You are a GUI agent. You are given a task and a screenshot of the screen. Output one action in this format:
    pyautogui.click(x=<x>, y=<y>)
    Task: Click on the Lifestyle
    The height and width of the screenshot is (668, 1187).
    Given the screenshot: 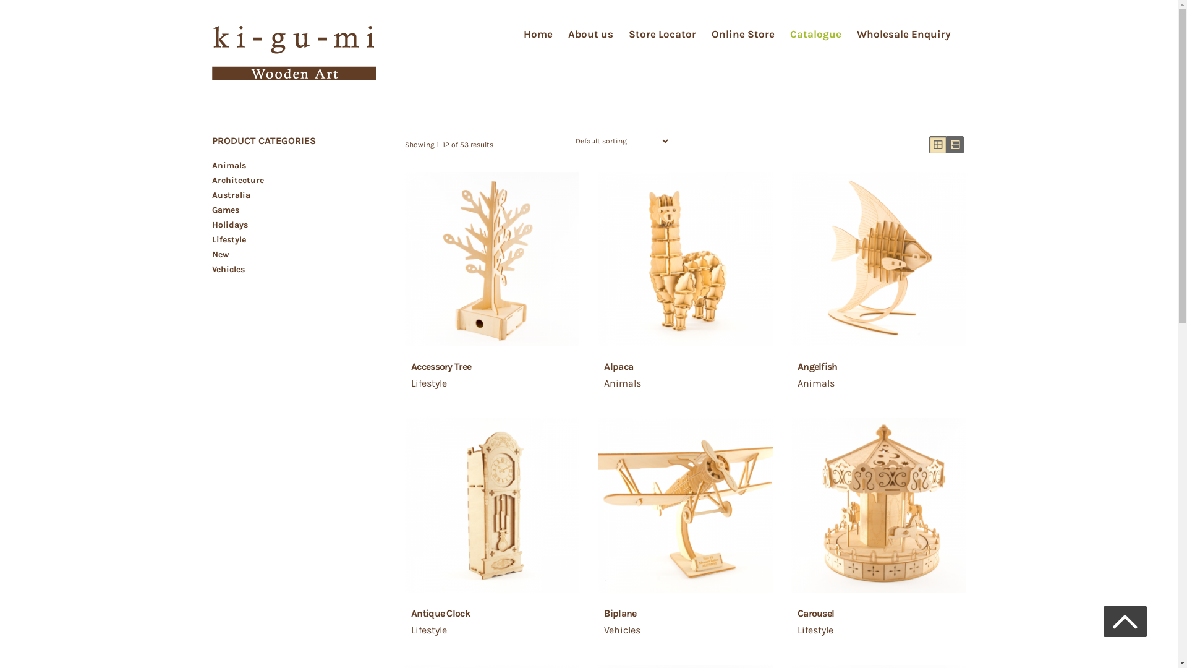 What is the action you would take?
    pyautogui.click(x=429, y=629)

********

What you need to do:
Could you transcribe the entries exactly, from the first line through the line containing "The height and", and give nothing more?

Exercise output:
You are a GUI agent. You are given a task and a screenshot of the screen. Output one action in this format:
    pyautogui.click(x=<x>, y=<y>)
    Task: Click on the Lifestyle
    The height and width of the screenshot is (668, 1187).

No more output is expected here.